Sinn Féin councillor Angela Donnelly has said that women are underrepresented on Fingal County Council.
Donnelly, who leads Sinn Féin on Fingal County Council, noted that the Corporate Policy Groups has 7 Strategic Policy Committee chairs, and the current make-up consists of six male councillors and one female councillor.
Joan Hopkins of the Social Democrats will briefly reduce the ratio from six men to one woman when she takes over Joe Newman’s slot on the Corporate Policy Group halfway through the council’s term.
The National Women’s Council of Ireland recently commissioned a report titled “Women Beyond the Dáil: Access, Representation and Retention in Irish Local Government” and it found that out of the 949 seats up for grabs at local elections, just 247 of those seats are held by women or 26% of the overall seats.
The report found that the Social Democrats and the Greens ran the most female candidates at 51% and 50%, 44% of Sinn Féin’s candidates were women, with People Before Profit/Solidarity and Labour at 42% and 41% respectively.
Fianna Fáil and Fine Gael, the two largest parties in local government, didn’t crack 30% according to the report.
Just 25% of Fianna Fáil’s candidates were women, while 29% of Fine Gael’s candidates were female.
Donnelly said the statistics “makes for grim reading if you are an advocate of truly representational politics” and points to “stagnation.”
She said that “structural reforms are required to meaningfully advance gender parity in local authorities.”
Fingal County Council finished the last term with 35% of the council consisting of women, dropping to 33% for the new council term.
South Dublin County Council was revealed to have the highest level of female representation in the chamber, with 48% of elected representatives on SDCC being women.
Donnelly said “we need more women in decision-making roles to ensure women’s voices are heard. Politics must be truly representational and must include more women speaking about their lived experience if we are to get strong local and national government.”
According to the United Nations, only six countries have female representation of 50% and above in their houses of parliament or lower house – Rwanda, Cuba, Nicaragua, Andorra, Mexico, New Zealand, and the United Arab Emirates.
The United Nations report places Ireland at 103rd.
Women for Election has called for a 40% gender quota for local elections, just like how there are currently gender quotas for Dáil elections of 40%.
The National Women’s Council of Ireland stated that co-option can be an excellent entry route into politics for women, as it overcomes the barrier of women’s invisible contribution to their communities, and further recommended that women-only shortlists for co-option would be an easy fix at a local level.
Donnelly said “we are failing women if we do not begin a process to address this gender imbalance; women’s political participation is a fundamental prerequisite for gender equality and genuine democracy.”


*Your goal:*
Starting at the line that contains "Locate 'clothing' on screen.", restate every line word for word through the end of the entries.
**** Given data
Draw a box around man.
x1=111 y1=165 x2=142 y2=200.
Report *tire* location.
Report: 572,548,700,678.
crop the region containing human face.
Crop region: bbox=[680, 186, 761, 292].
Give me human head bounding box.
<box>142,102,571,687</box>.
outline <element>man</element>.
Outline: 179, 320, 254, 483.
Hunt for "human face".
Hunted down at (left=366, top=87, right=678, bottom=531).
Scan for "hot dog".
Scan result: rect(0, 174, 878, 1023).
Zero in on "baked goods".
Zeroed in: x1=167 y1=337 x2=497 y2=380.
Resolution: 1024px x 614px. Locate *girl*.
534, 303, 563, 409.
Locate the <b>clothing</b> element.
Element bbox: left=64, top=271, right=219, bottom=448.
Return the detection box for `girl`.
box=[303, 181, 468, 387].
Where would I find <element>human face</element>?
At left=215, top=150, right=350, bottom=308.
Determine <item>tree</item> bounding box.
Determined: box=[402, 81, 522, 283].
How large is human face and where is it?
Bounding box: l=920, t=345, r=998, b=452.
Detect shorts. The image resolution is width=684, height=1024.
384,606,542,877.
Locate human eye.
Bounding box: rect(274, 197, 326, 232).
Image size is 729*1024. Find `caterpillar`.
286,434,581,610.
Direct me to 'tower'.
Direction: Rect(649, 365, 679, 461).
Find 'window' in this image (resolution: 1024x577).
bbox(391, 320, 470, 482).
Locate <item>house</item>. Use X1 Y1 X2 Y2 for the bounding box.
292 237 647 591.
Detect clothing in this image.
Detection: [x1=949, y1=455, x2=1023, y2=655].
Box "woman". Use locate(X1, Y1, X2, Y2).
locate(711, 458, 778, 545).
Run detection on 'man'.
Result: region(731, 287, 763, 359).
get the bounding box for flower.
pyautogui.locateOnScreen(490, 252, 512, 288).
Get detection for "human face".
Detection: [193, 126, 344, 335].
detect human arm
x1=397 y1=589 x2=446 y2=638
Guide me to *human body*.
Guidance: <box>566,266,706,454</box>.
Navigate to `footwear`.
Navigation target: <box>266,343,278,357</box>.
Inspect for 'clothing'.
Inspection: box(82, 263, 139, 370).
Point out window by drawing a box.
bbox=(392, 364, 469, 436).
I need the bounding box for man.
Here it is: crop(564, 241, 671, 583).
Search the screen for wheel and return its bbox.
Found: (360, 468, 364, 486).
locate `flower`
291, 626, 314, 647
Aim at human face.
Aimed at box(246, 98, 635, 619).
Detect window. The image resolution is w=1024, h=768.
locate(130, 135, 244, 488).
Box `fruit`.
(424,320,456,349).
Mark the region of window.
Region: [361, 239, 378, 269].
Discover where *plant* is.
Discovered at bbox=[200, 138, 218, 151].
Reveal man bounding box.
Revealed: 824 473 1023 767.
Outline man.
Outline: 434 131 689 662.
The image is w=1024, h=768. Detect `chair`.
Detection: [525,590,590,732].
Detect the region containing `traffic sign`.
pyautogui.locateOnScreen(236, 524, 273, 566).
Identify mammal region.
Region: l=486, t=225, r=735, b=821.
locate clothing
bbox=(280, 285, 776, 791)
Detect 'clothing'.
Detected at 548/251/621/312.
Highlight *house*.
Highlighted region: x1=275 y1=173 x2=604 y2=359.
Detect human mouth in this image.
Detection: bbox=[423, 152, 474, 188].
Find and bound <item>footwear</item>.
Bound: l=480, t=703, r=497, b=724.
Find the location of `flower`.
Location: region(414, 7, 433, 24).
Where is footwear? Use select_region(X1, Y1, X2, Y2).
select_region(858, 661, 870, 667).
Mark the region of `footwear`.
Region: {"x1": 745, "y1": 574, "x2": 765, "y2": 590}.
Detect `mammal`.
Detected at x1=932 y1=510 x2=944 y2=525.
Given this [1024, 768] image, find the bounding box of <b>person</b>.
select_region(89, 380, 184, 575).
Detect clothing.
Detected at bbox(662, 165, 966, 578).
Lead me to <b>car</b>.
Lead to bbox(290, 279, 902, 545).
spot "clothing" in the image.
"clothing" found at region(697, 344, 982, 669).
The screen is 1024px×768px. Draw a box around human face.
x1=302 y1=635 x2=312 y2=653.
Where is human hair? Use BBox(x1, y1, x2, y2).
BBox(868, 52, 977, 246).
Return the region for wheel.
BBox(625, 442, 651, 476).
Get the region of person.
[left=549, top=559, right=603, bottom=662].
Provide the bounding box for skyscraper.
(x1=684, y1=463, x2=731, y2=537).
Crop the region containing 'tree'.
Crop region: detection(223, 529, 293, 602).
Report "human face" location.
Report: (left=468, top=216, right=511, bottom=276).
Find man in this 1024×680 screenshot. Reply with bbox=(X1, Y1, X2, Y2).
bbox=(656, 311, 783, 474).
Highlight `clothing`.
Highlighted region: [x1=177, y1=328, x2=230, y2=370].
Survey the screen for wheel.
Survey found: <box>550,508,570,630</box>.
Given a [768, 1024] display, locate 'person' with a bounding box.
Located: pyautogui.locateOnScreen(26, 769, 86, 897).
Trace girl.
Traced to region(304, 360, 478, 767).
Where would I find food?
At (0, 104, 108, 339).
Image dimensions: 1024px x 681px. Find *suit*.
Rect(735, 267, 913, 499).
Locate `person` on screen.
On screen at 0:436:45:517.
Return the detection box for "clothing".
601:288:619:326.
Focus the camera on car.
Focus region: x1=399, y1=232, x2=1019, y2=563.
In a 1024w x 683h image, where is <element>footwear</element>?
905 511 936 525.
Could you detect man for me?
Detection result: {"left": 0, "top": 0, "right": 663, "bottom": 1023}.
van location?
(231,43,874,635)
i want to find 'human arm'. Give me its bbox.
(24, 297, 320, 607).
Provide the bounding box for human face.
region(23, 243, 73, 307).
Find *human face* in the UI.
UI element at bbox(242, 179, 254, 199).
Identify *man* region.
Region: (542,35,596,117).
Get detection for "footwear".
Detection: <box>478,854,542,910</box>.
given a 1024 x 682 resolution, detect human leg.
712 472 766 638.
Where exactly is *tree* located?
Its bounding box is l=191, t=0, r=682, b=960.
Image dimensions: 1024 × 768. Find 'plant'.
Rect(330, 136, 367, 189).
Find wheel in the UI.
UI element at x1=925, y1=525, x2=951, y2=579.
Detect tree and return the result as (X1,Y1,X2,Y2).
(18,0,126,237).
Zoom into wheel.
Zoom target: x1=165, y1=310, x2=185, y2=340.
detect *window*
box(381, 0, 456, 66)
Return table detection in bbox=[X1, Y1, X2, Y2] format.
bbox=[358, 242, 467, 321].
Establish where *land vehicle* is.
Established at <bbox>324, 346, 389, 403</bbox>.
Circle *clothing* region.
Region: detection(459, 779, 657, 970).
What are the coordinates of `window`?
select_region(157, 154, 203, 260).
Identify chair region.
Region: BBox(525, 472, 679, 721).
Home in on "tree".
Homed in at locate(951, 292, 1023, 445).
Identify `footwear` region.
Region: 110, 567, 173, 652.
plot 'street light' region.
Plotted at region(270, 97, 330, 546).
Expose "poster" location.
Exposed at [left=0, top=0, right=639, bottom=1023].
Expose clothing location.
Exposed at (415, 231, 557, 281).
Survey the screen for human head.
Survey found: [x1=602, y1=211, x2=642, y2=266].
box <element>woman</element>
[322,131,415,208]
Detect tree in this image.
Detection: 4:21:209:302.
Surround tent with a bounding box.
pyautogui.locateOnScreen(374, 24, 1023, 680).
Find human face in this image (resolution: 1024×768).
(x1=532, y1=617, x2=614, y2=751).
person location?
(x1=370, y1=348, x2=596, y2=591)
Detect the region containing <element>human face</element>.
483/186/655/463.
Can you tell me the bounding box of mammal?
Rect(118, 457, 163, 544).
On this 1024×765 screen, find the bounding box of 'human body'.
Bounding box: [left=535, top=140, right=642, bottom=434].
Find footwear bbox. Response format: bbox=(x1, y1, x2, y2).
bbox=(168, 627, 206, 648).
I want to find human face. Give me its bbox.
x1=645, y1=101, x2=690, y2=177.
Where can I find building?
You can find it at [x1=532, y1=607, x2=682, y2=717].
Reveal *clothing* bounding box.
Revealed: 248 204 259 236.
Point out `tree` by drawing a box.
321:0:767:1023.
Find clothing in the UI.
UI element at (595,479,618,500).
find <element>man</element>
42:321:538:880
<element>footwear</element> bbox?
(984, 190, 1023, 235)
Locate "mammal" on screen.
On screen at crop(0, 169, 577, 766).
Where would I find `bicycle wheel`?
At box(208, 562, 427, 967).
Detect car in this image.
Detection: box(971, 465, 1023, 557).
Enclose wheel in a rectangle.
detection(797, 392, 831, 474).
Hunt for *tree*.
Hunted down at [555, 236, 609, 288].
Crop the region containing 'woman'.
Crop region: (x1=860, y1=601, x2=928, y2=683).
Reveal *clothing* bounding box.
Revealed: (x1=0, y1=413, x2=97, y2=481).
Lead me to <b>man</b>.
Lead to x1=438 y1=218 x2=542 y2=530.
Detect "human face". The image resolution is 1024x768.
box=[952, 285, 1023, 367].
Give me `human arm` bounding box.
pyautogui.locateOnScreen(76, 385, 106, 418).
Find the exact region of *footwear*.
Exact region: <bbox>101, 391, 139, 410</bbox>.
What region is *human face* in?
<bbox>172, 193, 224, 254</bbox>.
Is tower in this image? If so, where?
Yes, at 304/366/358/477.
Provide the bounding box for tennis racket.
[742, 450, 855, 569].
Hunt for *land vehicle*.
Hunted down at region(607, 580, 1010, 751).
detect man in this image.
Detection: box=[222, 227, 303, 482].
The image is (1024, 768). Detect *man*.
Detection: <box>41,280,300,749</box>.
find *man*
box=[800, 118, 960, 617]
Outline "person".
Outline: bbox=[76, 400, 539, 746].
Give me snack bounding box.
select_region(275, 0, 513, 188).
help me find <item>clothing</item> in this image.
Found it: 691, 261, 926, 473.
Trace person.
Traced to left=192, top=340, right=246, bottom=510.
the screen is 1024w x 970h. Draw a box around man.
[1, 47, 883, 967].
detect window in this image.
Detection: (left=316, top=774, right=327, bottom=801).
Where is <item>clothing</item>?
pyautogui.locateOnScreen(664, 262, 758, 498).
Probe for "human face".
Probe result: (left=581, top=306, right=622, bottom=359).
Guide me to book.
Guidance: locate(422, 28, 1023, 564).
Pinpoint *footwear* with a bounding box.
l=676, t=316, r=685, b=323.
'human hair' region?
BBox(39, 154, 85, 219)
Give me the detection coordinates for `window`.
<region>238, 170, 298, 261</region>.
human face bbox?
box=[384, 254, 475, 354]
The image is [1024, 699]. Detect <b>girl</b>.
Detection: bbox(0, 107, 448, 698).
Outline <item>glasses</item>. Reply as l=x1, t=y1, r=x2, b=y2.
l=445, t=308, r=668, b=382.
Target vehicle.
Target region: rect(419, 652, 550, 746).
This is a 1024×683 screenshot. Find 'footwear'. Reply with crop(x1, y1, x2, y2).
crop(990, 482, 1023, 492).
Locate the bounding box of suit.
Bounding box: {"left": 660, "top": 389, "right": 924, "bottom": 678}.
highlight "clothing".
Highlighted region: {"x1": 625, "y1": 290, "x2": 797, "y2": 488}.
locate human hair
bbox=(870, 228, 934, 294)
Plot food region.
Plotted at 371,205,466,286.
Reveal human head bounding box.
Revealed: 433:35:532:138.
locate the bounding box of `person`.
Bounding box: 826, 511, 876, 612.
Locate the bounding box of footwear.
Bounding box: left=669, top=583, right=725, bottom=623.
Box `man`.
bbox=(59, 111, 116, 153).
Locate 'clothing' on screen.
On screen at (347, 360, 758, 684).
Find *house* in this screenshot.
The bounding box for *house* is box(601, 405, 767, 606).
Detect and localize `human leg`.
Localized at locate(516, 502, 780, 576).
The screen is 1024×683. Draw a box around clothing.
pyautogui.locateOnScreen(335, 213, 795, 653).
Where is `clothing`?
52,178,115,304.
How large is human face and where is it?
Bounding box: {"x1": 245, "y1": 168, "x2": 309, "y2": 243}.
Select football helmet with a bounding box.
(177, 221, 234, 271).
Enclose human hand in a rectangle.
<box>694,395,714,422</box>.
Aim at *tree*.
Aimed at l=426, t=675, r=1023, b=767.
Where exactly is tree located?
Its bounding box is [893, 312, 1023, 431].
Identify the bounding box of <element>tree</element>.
********
*Final answer:*
Locate 'clothing' on screen.
On screen at (347, 360, 758, 684).
Find *house* in this screenshot.
The bounding box for *house* is box(601, 405, 767, 606).
Detect and localize `human leg`.
Localized at locate(516, 502, 780, 576).
The screen is 1024×683. Draw a box around clothing.
pyautogui.locateOnScreen(335, 213, 795, 653).
Where is `clothing`?
52,178,115,304.
How large is human face and where is it?
Bounding box: {"x1": 245, "y1": 168, "x2": 309, "y2": 243}.
Select football helmet with a bounding box.
(177, 221, 234, 271).
Enclose human hand in a rectangle.
<box>694,395,714,422</box>.
Aim at *tree*.
Aimed at l=426, t=675, r=1023, b=767.
Where exactly is tree located?
Its bounding box is [893, 312, 1023, 431].
Identify the bounding box of <element>tree</element>.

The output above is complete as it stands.